Empathy + Equality = Accessibility
Accesibility is rightfully focused on providing access to society– But it’s also much more than that.
By Steven Aquino
Accessibility has so much more breadth and depth. And it isn’t merely for disabled people.
When most people think of accessibility, the images likely to be conjured up in their minds are people in wheelchairs or people who are blind using a cane.
This is classically and fundamentally true: accessibility has, and always will be, first and foremost about providing access to people with bonafide disabilities. Whether visible or not, the whole reason accessibility exists is to give the world’s largest marginalized group— over a billion people worldwide identify with some sort of disability—access to an inaccessible-to-them society.
But accessibility has so much more breadth and depth. And it isn’t merely for disabled people.
The scooters used by people with limited mobility and the elderly are accessibility. The subtitles in the Best Picture Oscar-winning film CODA are accessibility. The captions in your kids’ TikTok videos are accessibility. The list goes on. The subtitles exist in CODA because obviously not everyone speaks sign language; how else are audiences supposed to know what members of the Rossi family are saying? That the subtitles exist gives watchers access to the language.
Likewise, the captions on TikTok are useful if you have trouble understanding what a person is saying. The captions exist to give you another modality with which you can understand dialogue without solely relying on your hearing. Even more mundane things like the food processor in your kitchen is accessibility—because the machine makes quick work of food prep that would otherwise be time-consuming and/or laborious due to lackluster knife skills.
The lesson here is that accessibility truly benefits everyone, regardless of ability. For instance, you needn’t have a medically-recognized condition to reap benefits from your phone or laptop having larger, easier-to-read text. Everyone likes text that’s easier to see.
The lesson here is that accessibility truly benefits everyone, regardless of ability.
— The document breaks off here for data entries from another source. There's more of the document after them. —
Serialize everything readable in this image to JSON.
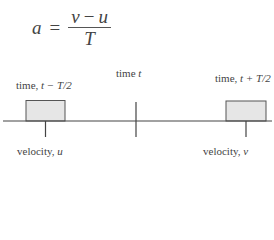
{
  "formula": {
    "lhs": "a",
    "equals": "=",
    "numerator_a": "v",
    "numerator_op": "−",
    "numerator_b": "u",
    "denominator": "T"
  },
  "labels": {
    "left_time_prefix": "time, ",
    "left_time_expr": "t − T/2",
    "center_time_prefix": "time ",
    "center_time_expr": "t",
    "right_time_prefix": "time, ",
    "right_time_expr": "t + T/2",
    "left_velocity_prefix": "velocity, ",
    "left_velocity_var": "u",
    "right_velocity_prefix": "velocity, ",
    "right_velocity_var": "v"
  },
  "colors": {
    "line": "#444444",
    "box_fill": "#e6e6e6",
    "box_stroke": "#555555"
  }
}
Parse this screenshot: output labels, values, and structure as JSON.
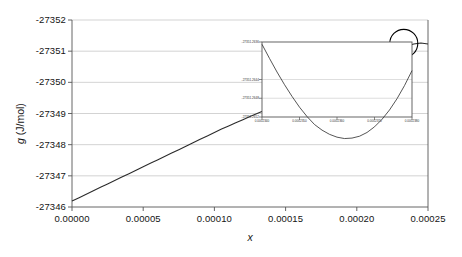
{
  "chart_data": {
    "type": "line",
    "title": "",
    "xlabel": "x",
    "ylabel": "g (J/mol)",
    "xlim": [
      0.0,
      0.00025
    ],
    "ylim": [
      -27352,
      -27346
    ],
    "grid": true,
    "legend": null,
    "x_ticks": [
      "0.00000",
      "0.00005",
      "0.00010",
      "0.00015",
      "0.00020",
      "0.00025"
    ],
    "x_tick_values": [
      0.0,
      5e-05,
      0.0001,
      0.00015,
      0.0002,
      0.00025
    ],
    "y_ticks": [
      "-27346",
      "-27347",
      "-27348",
      "-27349",
      "-27350",
      "-27351",
      "-27352"
    ],
    "y_tick_values": [
      -27346,
      -27347,
      -27348,
      -27349,
      -27350,
      -27351,
      -27352
    ],
    "series": [
      {
        "name": "g(x)",
        "x": [
          0.0,
          5e-06,
          1e-05,
          1.5e-05,
          2e-05,
          2.5e-05,
          3e-05,
          3.5e-05,
          4e-05,
          4.5e-05,
          5e-05,
          5.5e-05,
          6e-05,
          6.5e-05,
          7e-05,
          7.5e-05,
          8e-05,
          8.5e-05,
          9e-05,
          9.5e-05,
          0.0001,
          0.000105,
          0.00011,
          0.000115,
          0.00012,
          0.000125,
          0.00013,
          0.000135,
          0.00014,
          0.000145,
          0.00015,
          0.000155,
          0.00016,
          0.000165,
          0.00017,
          0.000175,
          0.00018,
          0.000185,
          0.00019,
          0.000195,
          0.0002,
          0.000205,
          0.00021,
          0.000215,
          0.00022,
          0.000225,
          0.00023,
          0.000235,
          0.00024,
          0.000245,
          0.00025
        ],
        "y": [
          -27346.19,
          -27346.3,
          -27346.41,
          -27346.52,
          -27346.63,
          -27346.74,
          -27346.85,
          -27346.96,
          -27347.07,
          -27347.18,
          -27347.29,
          -27347.4,
          -27347.51,
          -27347.62,
          -27347.73,
          -27347.84,
          -27347.95,
          -27348.06,
          -27348.17,
          -27348.28,
          -27348.39,
          -27348.5,
          -27348.6,
          -27348.7,
          -27348.8,
          -27348.9,
          -27349.0,
          -27349.1,
          -27349.2,
          -27349.3,
          -27349.4,
          -27349.5,
          -27349.6,
          -27349.7,
          -27349.8,
          -27349.9,
          -27350.0,
          -27350.1,
          -27350.2,
          -27350.3,
          -27350.4,
          -27350.5,
          -27350.6,
          -27350.7,
          -27350.8,
          -27350.92,
          -27351.05,
          -27351.16,
          -27351.23,
          -27351.26,
          -27351.23
        ]
      }
    ],
    "annotations": [
      {
        "type": "circle",
        "name": "minimum-highlight-circle",
        "center_x": 0.000233,
        "center_y": -27351.25,
        "radius_px": 14
      },
      {
        "type": "arrow",
        "name": "zoom-callout-arrow",
        "from_x": 0.000227,
        "from_y": -27351.1,
        "to_x": 0.000184,
        "to_y": -27349.55
      }
    ],
    "inset": {
      "type": "line",
      "name": "minimum-detail-inset",
      "xlim": [
        0.000234,
        0.000238
      ],
      "ylim": [
        -27351.2652,
        -27351.2636
      ],
      "grid": true,
      "x_ticks": [
        "0.0002340",
        "0.0002350",
        "0.0002360",
        "0.0002370",
        "0.0002380"
      ],
      "y_ticks": [
        "-27351.2636",
        "-27351.2644",
        "-27351.2648",
        "-27351.2652"
      ],
      "y_tick_values": [
        -27351.2636,
        -27351.2644,
        -27351.2648,
        -27351.2652
      ],
      "series": [
        {
          "name": "g(x) detail",
          "x": [
            0.000234,
            0.0002342,
            0.0002344,
            0.0002346,
            0.0002348,
            0.000235,
            0.0002352,
            0.0002354,
            0.0002356,
            0.0002358,
            0.000236,
            0.0002362,
            0.0002364,
            0.0002366,
            0.0002368,
            0.000237,
            0.0002372,
            0.0002374,
            0.0002376,
            0.0002378,
            0.000238
          ],
          "y": [
            -27351.26365,
            -27351.26395,
            -27351.26424,
            -27351.26451,
            -27351.26476,
            -27351.26499,
            -27351.26519,
            -27351.26536,
            -27351.26548,
            -27351.26557,
            -27351.26563,
            -27351.26566,
            -27351.26565,
            -27351.26561,
            -27351.26553,
            -27351.26541,
            -27351.26525,
            -27351.26505,
            -27351.26481,
            -27351.26453,
            -27351.26421
          ]
        }
      ]
    }
  },
  "style": {
    "curve_color": "#2b2b2b",
    "grid_color": "#c8c8c8",
    "axis_color": "#555555",
    "annotation_color": "#000000",
    "background": "#ffffff"
  }
}
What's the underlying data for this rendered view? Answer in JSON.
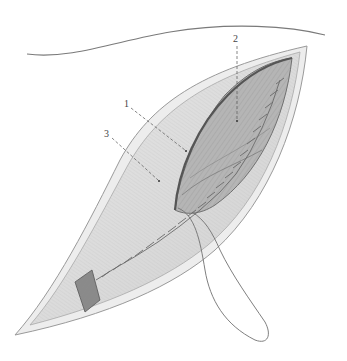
{
  "figure": {
    "labels": [
      {
        "id": "1",
        "text": "1",
        "x": 124,
        "y": 101
      },
      {
        "id": "2",
        "text": "2",
        "x": 234,
        "y": 36
      },
      {
        "id": "3",
        "text": "3",
        "x": 106,
        "y": 131
      }
    ],
    "colors": {
      "background": "#ffffff",
      "skin_outline": "#8a8a8a",
      "skin_edge": "#c8c8c8",
      "muscle_fill": "#a9a9a9",
      "muscle_dark": "#6f6f6f",
      "fascia_fill": "#dcdcdc",
      "suture": "#6a6a6a"
    }
  }
}
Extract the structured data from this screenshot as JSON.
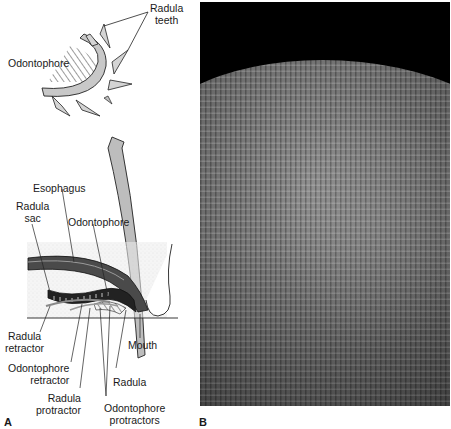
{
  "panel_a": {
    "letter": "A",
    "top_detail": {
      "labels": {
        "radula_teeth_line1": "Radula",
        "radula_teeth_line2": "teeth",
        "odontophore": "Odontophore"
      }
    },
    "section": {
      "labels": {
        "esophagus": "Esophagus",
        "radula_sac_line1": "Radula",
        "radula_sac_line2": "sac",
        "odontophore": "Odontophore",
        "radula_retractor_line1": "Radula",
        "radula_retractor_line2": "retractor",
        "mouth": "Mouth",
        "odontophore_retractor_line1": "Odontophore",
        "odontophore_retractor_line2": "retractor",
        "radula": "Radula",
        "radula_protractor_line1": "Radula",
        "radula_protractor_line2": "protractor",
        "odontophore_protractors_line1": "Odontophore",
        "odontophore_protractors_line2": "protractors"
      }
    }
  },
  "panel_b": {
    "letter": "B"
  },
  "colors": {
    "line": "#1a1a1a",
    "arrow_fill": "#bdbdbd",
    "tissue_fill": "#e6e6e6",
    "photo_background": "#000000"
  }
}
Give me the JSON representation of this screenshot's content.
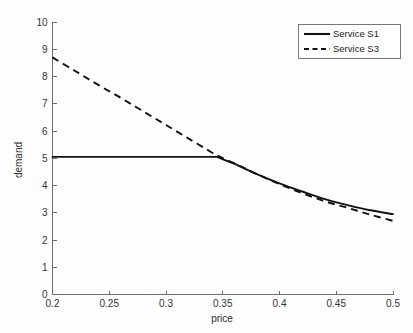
{
  "chart_data": {
    "type": "line",
    "title": "",
    "xlabel": "price",
    "ylabel": "demand",
    "xlim": [
      0.2,
      0.5
    ],
    "ylim": [
      0,
      10
    ],
    "grid": false,
    "legend_position": "top-right",
    "xticks": [
      "0.2",
      "0.25",
      "0.3",
      "0.35",
      "0.4",
      "0.45",
      "0.5"
    ],
    "xtick_values": [
      0.2,
      0.25,
      0.3,
      0.35,
      0.4,
      0.45,
      0.5
    ],
    "yticks": [
      "0",
      "1",
      "2",
      "3",
      "4",
      "5",
      "6",
      "7",
      "8",
      "9",
      "10"
    ],
    "ytick_values": [
      0,
      1,
      2,
      3,
      4,
      5,
      6,
      7,
      8,
      9,
      10
    ],
    "x": [
      0.2,
      0.22,
      0.24,
      0.26,
      0.28,
      0.3,
      0.32,
      0.34,
      0.345,
      0.36,
      0.38,
      0.4,
      0.42,
      0.44,
      0.46,
      0.48,
      0.5
    ],
    "series": [
      {
        "name": "Service S1",
        "style": "solid",
        "color": "#111111",
        "values": [
          5.05,
          5.05,
          5.05,
          5.05,
          5.05,
          5.05,
          5.05,
          5.05,
          5.05,
          4.8,
          4.42,
          4.08,
          3.78,
          3.5,
          3.28,
          3.09,
          2.95
        ]
      },
      {
        "name": "Service S3",
        "style": "dashed",
        "color": "#111111",
        "values": [
          8.7,
          8.2,
          7.7,
          7.22,
          6.72,
          6.22,
          5.72,
          5.22,
          5.1,
          4.82,
          4.42,
          4.05,
          3.72,
          3.42,
          3.18,
          2.93,
          2.7
        ]
      }
    ],
    "annotations": [
      {
        "label": "curve-crossing",
        "x": 0.31,
        "y": 5.05
      },
      {
        "label": "s1-kink",
        "x": 0.345,
        "y": 5.05
      }
    ]
  },
  "legend": {
    "entries": [
      {
        "label": "Service S1",
        "style": "solid"
      },
      {
        "label": "Service S3",
        "style": "dashed"
      }
    ]
  },
  "axes": {
    "x_title": "price",
    "y_title": "demand"
  }
}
The push for greater accessibility, in technology or otherwise, should always be about inclusiveness. Having
diverse representation is one thing, but diversity rings hollow if, say, the wheelchair-using person can’t access a particular venue because there is a lack of adequate ramps. To be truly diverse and inclusive is to be mindful of everyone’s particular needs and tolerances. Otherwise,
it’s just grandstanding. In a nutshell, accessibility is about empathy and equality. It’s about abled people making
affordances for those with disabilities because they care
and they want the disability community to be seen and
participate. Disability is not a failure of the human condition; it’s not something to be pitied and our bodies
meant to overcome. Disability is simply part of the human experience, and disabled people deserve the opportunity to share their unique lived experiences with others. Accessibility helps make that possible; without it, intentional or not, is pure exclusion.